Getting enough deep sleep might be the key to preventing dementia. In a series of recent experiments on mice, researchers discovered that deep sleep helps the brain clear out potentially toxic waste. The discovery reinforces how critical quality sleep is for brain health and suggests sleep therapies might curb the advance of memory-robbing ailments, like Alzheimer's disease.
“Alzheimer’s disease is a major problem for the patients, their families and society,” said M ...read more
(Inside Science) -- Most of us are familiar with the screeching noise packing tape makes when it's peeled off a box, as well as the frustration of failing to cleanly remove a label from a new purchase. It turns out that the jerky stop-and-go motion we experience when peeling tape occurs at a microscopic level as well.
Scientists exploring the physics of peeling tape have observed that tape detaches from a surface in a series of tiny lines perpendicular to the peeling direction that can tr ...read more
Troels Schönfeldt can trace his path to becoming a nuclear energy entrepreneur back to 2009, when he and other young physicists at the Niels Bohr Institute in Copenhagen started getting together for an occasional “beer and nuclear” meetup.
The beer was an India pale ale that they brewed themselves in an old, junk-filled lab space in the institute’s basement. The “nuclear” part was usually a bull session about their options for fighting two of humanity’s ...read more
If you find yourself getting used to strangely scorching or abnormally frigid temperatures, you might not be alone.
After combing through over two billion tweets about the weather, a team of researchers found that people seem to get used to abnormal weather pretty quickly. They found that users were less likely to post about unusually high or low temperatures if the same weather conditions had been seen in the past few years. Peoples’ idea of “normal” weat ...read more
Stratocumulus clouds spread out like puffy cotton balls in orderly rows above the ocean in the sub-tropics. The low-hovering clouds provide the planet shade and help keep Earth cool. But in a new study published this week, researchers say that rising carbon dioxide levels in the atmosphere could wipe out these clouds. The discovery means that, under “business as usual” emissions scenarios, Earth could heat up 14 degrees Fahrenheit within a century.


◆ **ASSIGNMENT**: For each line in the records that contains "highlight", make a copy.

◆ **DATA SUPPLIED**:
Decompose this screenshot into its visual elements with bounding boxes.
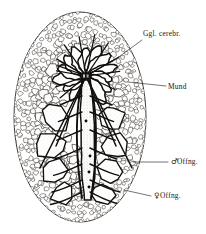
central-ganglion [81,73,92,79]
cell [135,150,140,154]
cell [42,47,46,50]
midline-dot [88,186,91,189]
cell [122,96,128,101]
ganglion-highlight [83,74,85,77]
cell [70,25,74,30]
female-symbol-icon: ♀ [154,191,160,200]
label-ganglion-cerebrale: Ggl. cerebr. [143,29,181,38]
cell [24,162,27,166]
cell [118,101,124,106]
cell [49,183,55,188]
cell [31,108,36,113]
midline-dot [88,171,91,174]
cell [58,206,61,209]
cell [45,34,49,38]
label-female-opening: Offng. [160,191,181,200]
ganglion-highlight-2 [87,74,89,77]
label-male-opening: Offng. [177,157,198,166]
anatomical-plate: Ggl. cerebr. Mund ♂ Offng. ♀ Offng. [0,0,206,234]
figure-root: Ggl. cerebr. Mund ♂ Offng. ♀ Offng. [0,0,206,234]
label-mund: Mund [168,82,187,91]
cell [117,180,122,185]
cell [38,52,42,56]
cell [131,145,136,149]
cell [33,59,39,65]
midline-dot [85,120,88,123]
ganglion-body [81,73,92,79]
cell [125,69,130,73]
midline-dot [89,155,92,158]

◆ **TASK RESULT**:
ganglion-highlight [83,74,85,77]
ganglion-highlight-2 [87,74,89,77]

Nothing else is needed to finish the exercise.